Now considering everything you’ve read so far, if you’re not taking vitamins or better yet, a multivitamin, do you now think you should be taking one?

Vitamins and minerals are vital nutrients for bodily functions and prevention of disease (dis-ease). There is an archaic argument of “I can get everything I need from my food.” But are you really?

In a large 26,000 person study, it was concluded that not one person received the nutritional requirements of the RDA (Recommended Daily Allowance), and the RDA is set by the Food and Nutrition Board of the Institute of Medicine. 96% of the US population dies of a disease… as a whole, we are not getting proper nutrition. All disease can be traced back to a nutritional deficiency of some sort.

Let me say this: Kudos to you if you are taking a multi-vitamin!

Now let me ask you this… Does your multi say on the label that you need to take it with food? Most of them do.

Have you ever taken your vitamins on an empty stomach? How did it make you feel after a while? Did you feel nauseous?

If so, do you know why this happens?

This happens because about 95% of all vitamins are produced chemically in a laboratory and are pretty much made from petroleum or coal tar; they’re not from plants for the most part. Because they are less expensive, most minerals used for supplements are mined from the ground, come from rocks, or manufactured from chemical processes.

Tests have shown that these minerals do not dissolve well, if at all (they are not soluble), in either the stomach or small intestine. And because your body can’t assimilate or process them and doesn’t recognize them as food, it tries to throw them off/up.
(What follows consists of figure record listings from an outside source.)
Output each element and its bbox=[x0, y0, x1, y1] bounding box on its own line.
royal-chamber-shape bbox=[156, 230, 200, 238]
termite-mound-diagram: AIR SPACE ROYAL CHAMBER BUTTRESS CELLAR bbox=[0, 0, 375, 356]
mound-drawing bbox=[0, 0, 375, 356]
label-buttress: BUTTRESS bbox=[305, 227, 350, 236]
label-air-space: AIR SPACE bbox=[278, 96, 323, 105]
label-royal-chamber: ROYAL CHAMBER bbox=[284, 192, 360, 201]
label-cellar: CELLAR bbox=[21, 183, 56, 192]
Hence the nausea; and that’s why they tell you to take them with food, because they will mix with the food and pass through the system more easily.

And because your body can’t assimilate them, they pass whole or barely broken down if broken down at all, through the waste.

As a matter of fact, I knew a woman several years ago, whose husband worked for the EPA. His job was to supervise the cleaning of sewer drains. He and his team would find whole Centrum and One A Day vitamins in the sewer drains. And he could even still see the engraved name, Centrum, clearly on the ‘whole’ pills. This was after they had passed through the human body and the sewer drain. Pretty eye opening if you ask me.

You can actually test your multi-vitamin to see if it is plant based or synthetic based. There are two tests you can do.

The first is the water test. Get a glass, glass and fill half full of water. Drop one of you pills into the water and let it sit overnight. If it is plant based, it will soften and pretty much dissolve when you stir it. If it doesn’t, it mainly chemical based.

The second is the baking test. Preheat your oven to 300 degrees. Take a small piece of aluminum foil and place the pill on it. You can cut the spill in half if you want to. Bake it for 10 minutes and then take it out of the oven. If it is chemical and synthetic based, it will melt into a black sludge or some black sludge with ooze out in some places. That’s the coal and/or the tar. I have a friend who was taking a powdered vitamin and he did this test, and it just melted in to a blob of tar.

So needless to say, the best vitamin/mineral supplement to take is one that is plant based, with no or very little synthetic ingredients, so that the nutrients can absorb readily into the bloodstream and will be more beneficial for the body.